Sexual violence against women is rampant in North Korea

Photo courtesy of Sangwon Lee

BY SANGWON LEE, REPORTER

Human Rights Watch (HRW), a US-based international NGO that investigates human rights issues worldwide, released a report titled “You Cry at Night but Don’t Know Why” to divulge the rampant practices of sexual violence in North Korea (DPRK) on October 31.

In the report, HRW conducted interviews with 54 North Korean defectors and eight former North Korean officials who fled the country after Kim Jong Un came into power in 2011.

The report stated that North Korean officials, including high-ranking party officials, police officers, and soldiers, abuse their position of power to constrain women to have unwanted sexual contact with them. “Interviewees told us that when a guard or police officer “picks” a woman, she has no choice but to comply with any demands he makes, whether for sex, money, or other favors”, says the report.

During the interview with HRW, Oh Junghee, a former trader from Ryanggang province in North Korea, said “On the days they felt like it, market guards or police officials would ask me to follow them to an empty room outside the market, or some other place they’d pick.

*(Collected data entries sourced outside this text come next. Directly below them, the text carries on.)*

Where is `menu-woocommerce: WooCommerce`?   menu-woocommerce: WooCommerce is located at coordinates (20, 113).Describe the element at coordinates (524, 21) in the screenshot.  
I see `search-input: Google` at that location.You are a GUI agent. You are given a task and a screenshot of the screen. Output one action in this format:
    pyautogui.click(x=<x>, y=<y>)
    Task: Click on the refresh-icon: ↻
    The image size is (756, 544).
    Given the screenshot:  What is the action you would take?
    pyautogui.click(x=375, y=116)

What can we do? They consider us [sex] toys.”

Photo courtesy of Sangwon Lee

This is not the first time North Korea has been accused of the prevalence of human rights abuses happening within its border. The report mentions a 2014 United Nations Commission of Inquiry on human rights in DPRK concluded that, “systematic, widespread, and gross human rights violations committed by the North Korean government constituted crimes against humanity. These included forced abortion, rape, and other sexual violence, as well as murder, imprisonment, enslavement, and torture on North Koreans in prison or detention.”

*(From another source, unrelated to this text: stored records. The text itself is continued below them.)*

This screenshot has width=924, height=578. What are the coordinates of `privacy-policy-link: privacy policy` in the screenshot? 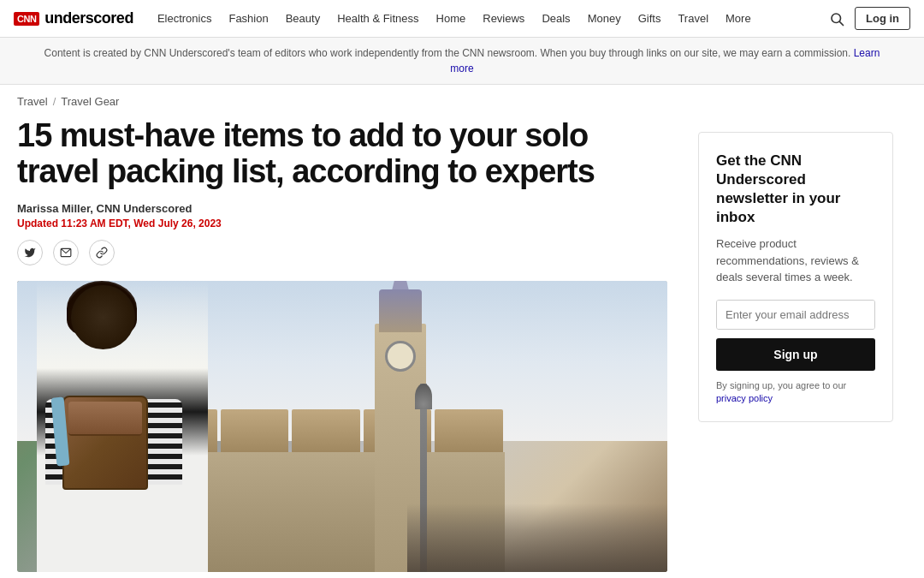 It's located at (744, 398).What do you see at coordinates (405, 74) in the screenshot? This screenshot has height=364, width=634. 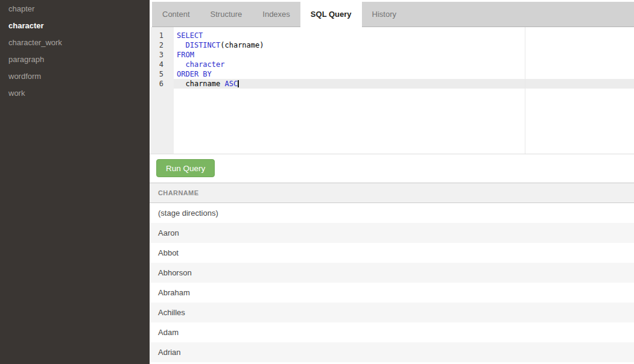 I see `code-line: ORDER BY` at bounding box center [405, 74].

The Korean Central News Agency, the state news agency of North Korea, denied the accusation of its government, and claimed that the HRW’s report was part of a political scheme to tarnish the image of DPRK, and further branded the interviewees as “human scums.”

During a news conference held in Seoul, South Korea, on November 1, Kenneth Roth, executive director of HRW, said “North Korean women would probably say ‘MeToo’ if they thought there was any way to obtain justice, but their voices are silenced in Kim Jong Un’s dictatorship.”